Change is tough, but it has to happen. Old things die. And now it’s time for Microsoft’s Internet Games to go, here in the year — wait, it’s 2019. Yep, Internet Games have still been a thing right up until now.
Internet Games like Backgammon, Checkers, Hearts, and Reversi have been part of Microsoft’s Internet Games package since the days of Windows XP and Windows ME – that is, since the year 2000, which was once the future, and is now two decades past.
The first people to lose access will be those playing through Windows XP and Windows ME, the oldest operating systems that can access these games. The compatible games will disappear at the end of this month for those users. Windows 7 users will have access to the games until January 22, 2020, which is right after Microsoft is ending support for Windows 7, itself a 10-year-old operating system.
The service itself started back in 1996 and was acquired by Microsoft as the “Internet Gaming Zone,” which sounds so much cooler (in a 90s vaporwave kind of way) than it actually was, and is obviously transformed quite a bit since then – the CD-ROM versions of these games were discontinued back in 2006, for example. The service that hosted these games has hosted games like the game that would eventually become Popcap’s Bejeweled, and people like Bill Gates and Warren Buffett have played Bridge on the service.
It’s anyone’s guess how many users these games still have in this day and age, but anytime a big company like Microsoft sunsets a service, it will post about it somewhere. It’s just tough to imagine how a service that’s been around for over 20 years is still up and running.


The expected response is a copy of every line in the entries below that includes the word "giveup".

··· DATASET RECORDS

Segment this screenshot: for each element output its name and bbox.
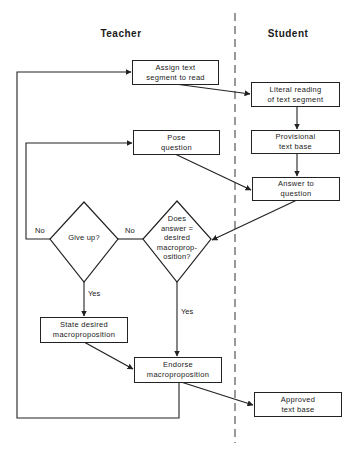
node-line: Provisional: [276, 132, 316, 142]
node-line: question: [161, 143, 192, 153]
node-line: Pose: [167, 133, 185, 143]
edge-answer-to-decision: [212, 200, 297, 240]
node-line: desired: [150, 233, 204, 243]
edge-endorse-to-approved: [181, 382, 253, 405]
edge-pose-to-answer: [175, 154, 251, 190]
node-pose-question: Pose question: [133, 130, 220, 155]
node-literal-reading: Literal reading of text segment: [251, 82, 340, 107]
node-line: Assign text: [156, 63, 196, 73]
node-provisional-text-base: Provisional text base: [251, 130, 340, 154]
node-line: text base: [279, 142, 312, 152]
node-line: Answer to: [278, 179, 314, 189]
node-state-desired-macroproposition: State desired macroproposition: [40, 317, 128, 343]
node-line: macroproposition: [147, 370, 209, 380]
node-line: Literal reading: [269, 85, 321, 95]
node-line: of text segment: [268, 95, 324, 105]
node-line: Endorse: [163, 360, 193, 370]
node-line: text base: [281, 405, 314, 415]
lane-title-student: Student: [248, 28, 328, 39]
node-line: segment to read: [146, 73, 205, 83]
node-line: macroproposition: [53, 330, 115, 340]
node-line: question: [281, 189, 312, 199]
edge-label-decision-no: No: [125, 226, 135, 235]
node-line: State desired: [60, 320, 108, 330]
node-line: macroprop-: [150, 243, 204, 253]
edge-label-giveup-yes: Yes: [88, 289, 100, 298]
node-assign-text-segment: Assign text segment to read: [132, 60, 219, 85]
edge-label-giveup-no: No: [35, 226, 45, 235]
node-line: osition?: [150, 252, 204, 262]
edge-assign-to-literal: [175, 84, 250, 94]
node-answer-to-question: Answer to question: [252, 177, 340, 201]
node-endorse-macroproposition: Endorse macroproposition: [134, 357, 222, 383]
node-approved-text-base: Approved text base: [254, 392, 342, 417]
node-line: answer =: [150, 224, 204, 234]
node-line: Give up?: [68, 233, 100, 242]
node-line: Approved: [281, 395, 316, 405]
edge-state-to-endorse: [84, 342, 133, 369]
edge-label-decision-yes: Yes: [181, 307, 193, 316]
decision-give-up-label: Give up?: [60, 233, 108, 243]
node-line: Does: [150, 214, 204, 224]
lane-title-teacher: Teacher: [81, 28, 161, 39]
decision-answer-matches-label: Does answer = desired macroprop- osition…: [150, 214, 204, 262]
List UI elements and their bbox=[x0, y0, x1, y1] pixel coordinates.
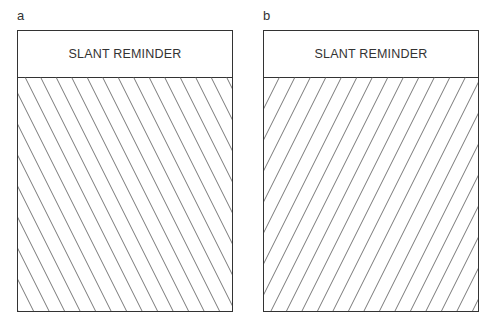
panel-b: SLANT REMINDER bbox=[263, 30, 479, 312]
panel-b-label: b bbox=[263, 8, 270, 23]
panel-a-label: a bbox=[17, 8, 24, 23]
panel-a-backslash-hatch bbox=[18, 77, 232, 311]
panel-a-header: SLANT REMINDER bbox=[18, 31, 232, 78]
panel-b-forward-slash-hatch bbox=[264, 77, 478, 311]
panel-a: SLANT REMINDER bbox=[17, 30, 233, 312]
panel-b-header: SLANT REMINDER bbox=[264, 31, 478, 78]
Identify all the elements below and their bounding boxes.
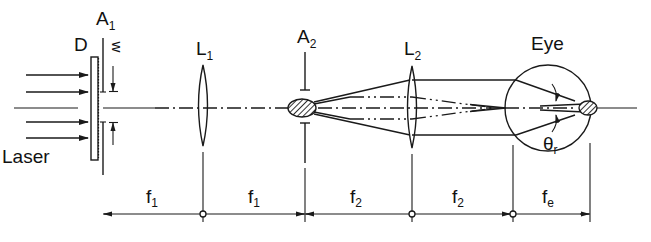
optical-diagram: Laser D A1 w L1 A2 [0,0,651,242]
dim-f2-second: f2 [452,186,464,210]
dim-fe: fe [542,186,554,210]
lens1-label: L1 [196,38,214,63]
laser-label: Laser [2,146,50,167]
eye-label: Eye [531,33,564,54]
aperture-a2 [288,52,316,222]
lens-l2 [408,66,417,222]
lens-l1 [199,65,208,222]
diffuser-label: D [74,34,88,55]
angle-label: θr [543,133,558,157]
diffuser-plate [91,57,99,160]
dim-f1-first: f1 [146,186,158,210]
dim-f2-first: f2 [350,186,362,210]
retinal-image [579,101,597,115]
dimension-line [103,211,590,217]
aperture-width-label: w [109,41,126,53]
aperture1-label: A1 [96,8,116,33]
aperture-a1 [100,38,118,175]
lens2-label: L2 [404,38,422,63]
aperture2-label: A2 [297,26,317,51]
laser-beam-arrows [26,75,88,138]
focal-spot [288,99,316,117]
dim-f1-second: f1 [248,186,260,210]
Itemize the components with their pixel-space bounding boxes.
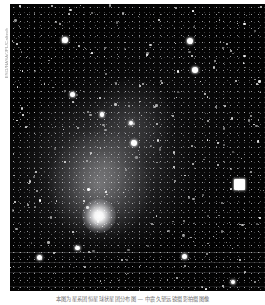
- field-star: [139, 85, 141, 87]
- field-star: [126, 259, 128, 261]
- field-star: [205, 288, 207, 290]
- field-star: [226, 43, 228, 45]
- field-star: [174, 180, 176, 182]
- field-star: [33, 176, 35, 178]
- field-star: [216, 108, 217, 109]
- field-star: [147, 245, 149, 247]
- field-star: [88, 251, 90, 253]
- field-star: [123, 192, 124, 193]
- field-star: [138, 150, 139, 151]
- field-star: [15, 228, 18, 231]
- field-star: [68, 13, 70, 15]
- field-star: [254, 30, 256, 32]
- field-star: [239, 259, 241, 261]
- field-star: [167, 279, 168, 280]
- field-star: [125, 169, 127, 171]
- field-star: [213, 236, 214, 237]
- field-star: [89, 114, 92, 117]
- field-star: [12, 40, 13, 41]
- field-star: [218, 226, 219, 227]
- field-star: [184, 175, 185, 176]
- field-star: [243, 62, 244, 63]
- field-star: [14, 201, 15, 202]
- star-8: [182, 254, 187, 259]
- field-star: [219, 19, 220, 20]
- field-star: [173, 166, 175, 168]
- field-star: [232, 53, 234, 55]
- field-star: [52, 87, 54, 89]
- field-star: [56, 200, 58, 202]
- field-star: [257, 140, 259, 142]
- field-star: [22, 114, 24, 116]
- field-star: [22, 70, 24, 72]
- field-star: [193, 223, 194, 224]
- field-star: [203, 159, 205, 161]
- field-star: [102, 124, 104, 126]
- field-star: [76, 94, 78, 96]
- field-star: [122, 12, 124, 14]
- field-star: [80, 5, 81, 6]
- field-star: [161, 82, 162, 83]
- field-star: [182, 234, 184, 236]
- field-star: [16, 38, 17, 39]
- field-star: [192, 10, 194, 12]
- field-star: [117, 54, 118, 55]
- field-star: [207, 243, 208, 244]
- field-star: [16, 120, 18, 122]
- field-star: [114, 103, 117, 106]
- field-star: [175, 7, 177, 9]
- field-star: [104, 129, 106, 131]
- field-star: [72, 231, 74, 233]
- field-star: [44, 83, 45, 84]
- field-star: [31, 242, 33, 244]
- field-star: [230, 168, 232, 170]
- field-star: [254, 79, 256, 81]
- field-star: [90, 53, 92, 55]
- field-star: [36, 190, 38, 192]
- field-star: [217, 164, 219, 166]
- field-star: [102, 226, 104, 228]
- field-star: [260, 175, 262, 177]
- field-star: [26, 57, 27, 58]
- field-star: [258, 120, 259, 121]
- field-star: [260, 92, 261, 93]
- field-star: [51, 5, 53, 7]
- field-star: [230, 188, 232, 190]
- field-star: [165, 140, 166, 141]
- field-star: [124, 48, 126, 50]
- field-star: [19, 5, 21, 7]
- field-star: [243, 209, 244, 210]
- field-star: [156, 162, 158, 164]
- field-star: [34, 70, 36, 72]
- field-star: [99, 97, 101, 99]
- star-11: [231, 280, 235, 284]
- field-star: [201, 286, 203, 288]
- field-star: [218, 215, 220, 217]
- star-6: [70, 92, 75, 97]
- field-star: [67, 22, 68, 23]
- field-star: [101, 283, 102, 284]
- field-star: [21, 107, 24, 110]
- field-star: [259, 217, 261, 219]
- field-star: [50, 216, 52, 218]
- field-star: [229, 222, 230, 223]
- field-star: [235, 80, 237, 82]
- field-star: [232, 248, 233, 249]
- field-star: [104, 56, 105, 57]
- field-star: [63, 129, 64, 130]
- field-star: [86, 49, 87, 50]
- field-star: [100, 280, 101, 281]
- field-star: [159, 148, 162, 151]
- field-star: [71, 94, 72, 95]
- field-star: [218, 12, 219, 13]
- page-root: ESO/NASA/JPL/Caltech 本图为星系团恒星球状星团分布图 — 中…: [0, 0, 265, 305]
- field-star: [27, 204, 29, 206]
- field-star: [39, 199, 42, 202]
- field-star: [260, 6, 262, 8]
- field-star: [149, 44, 151, 46]
- field-star: [253, 124, 254, 125]
- field-star: [153, 106, 155, 108]
- field-star: [135, 156, 138, 159]
- field-star: [142, 83, 144, 85]
- field-star: [248, 119, 250, 121]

······

EXPECTED OUTPUT:
edge-label-giveup-yes: Yes: [88, 289, 100, 298]
edge-label-giveup-no: No: [35, 226, 45, 235]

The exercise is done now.